Could she really be pregnant? She’d always wanted a family, but like this?
“You already know in your heart. Now you just need to convince your brain.”
“I can’t have
his
baby.”
“Why not?” Agatha asked.
“Yeah, why not?” Ariel asked, shifting on the sofa to put her foot beneath her rump. “I’d have John’s kids, and plan to some day when we have somewhere to put them.” She rolled her eyes, and Marion didn’t have to ask why. Apparently, the house had been undergoing a non-stop expansion project ever since John had moved in. He was due to start taking off the roof and framing up the new second floor in spring.
“John’s not really a cambion anymore. He’s not …”
“Evil?”
Marion shrugged. Better Ariel say it than her. She didn’t know what Charles was capable of. He was never around, and that was all the proof she’d needed that he’d never cared about her in the first place.
“I can’t convince you of what Charles is or isn’t, but I’ve known him a little longer than you have, and I can tell you this. It’s not easy being what he is. Most cambions go bad right from the bat—as soon as their demon parent claims them and brings them online. It’s a struggle to not succumb to the power. Sometimes they do things that you and I would find morally questionable, but believe it or not, they question things, too. Claude has been butting heads with Gulielmus since he was a young child.
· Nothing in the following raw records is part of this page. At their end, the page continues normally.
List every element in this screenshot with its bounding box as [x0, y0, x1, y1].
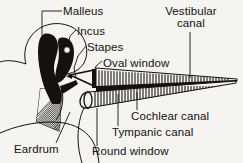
label-oval-window: Oval window: [103, 57, 169, 69]
label-cochlear-canal: Cochlear canal: [131, 110, 209, 122]
label-vestibular-canal-line2: canal: [157, 18, 225, 30]
ear-anatomy-figure: Malleus Incus Stapes Oval window Vestibu…: [0, 0, 243, 163]
label-stapes: Stapes: [87, 41, 123, 53]
label-eardrum: Eardrum: [14, 143, 59, 155]
label-tympanic-canal: Tympanic canal: [112, 126, 193, 138]
incus-foramen: [64, 47, 70, 53]
label-incus: Incus: [77, 25, 105, 37]
label-malleus: Malleus: [63, 5, 103, 17]
label-round-window: Round window: [92, 145, 169, 157]
label-vestibular-canal-line1: Vestibular: [165, 5, 217, 17]
label-vestibular-canal: Vestibular canal: [157, 6, 225, 29]
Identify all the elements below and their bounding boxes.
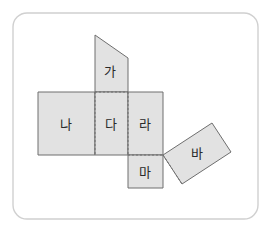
face-label-ba: 바 — [191, 146, 203, 161]
face-label-ra: 라 — [139, 117, 151, 132]
face-label-da: 다 — [105, 117, 117, 132]
figure-container: 가 나 다 라 마 바 — [0, 0, 273, 233]
face-label-ma: 마 — [139, 165, 151, 180]
face-label-na: 나 — [60, 117, 72, 132]
face-label-ga: 가 — [104, 64, 116, 79]
net-diagram: 가 나 다 라 마 바 — [0, 0, 273, 233]
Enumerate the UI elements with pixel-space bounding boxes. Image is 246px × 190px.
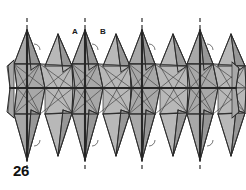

Charles—well, Charles fights hard to keep the man part of himself front and center, and to keep the demon suppressed. I think if it weren’t for this little family, he would have stopped trying. I’m not going to talk you into doing anything, but I think this a choice the two of you have to make together, assuming you need to think it over at all. I think it’d be good for him. For you both.”
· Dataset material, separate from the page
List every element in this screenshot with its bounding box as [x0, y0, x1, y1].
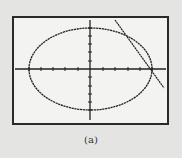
intersecting-line: [115, 20, 164, 88]
figure-caption: (a): [0, 134, 182, 145]
figure: (a): [0, 0, 182, 158]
Suddenly, Marion’s throat was very dry, and her tongue leaden. She struggled to swallow, and wrung her hands around the paperboard box.
She needed someone to tell her what to do, but how could anyone know that? Most people didn’t conceive demon spawn. Shouldn’t that be harder to do?
“You want me to call him?” Ariel asked in a whisper.
Marion nodded. Stood. “Yeah. Let’s see what he intends to do about it, because I
have
to see a doctor. Also, like hell if I’m giving birth in this house.”
• • •
Charles slipped into the small bathroom and closed the door before Marion could shut him out.
She sighed as she kicked off the slippers that looked very similar to a pair he’d seen Clarissa wear. “Go away, Hellboy.”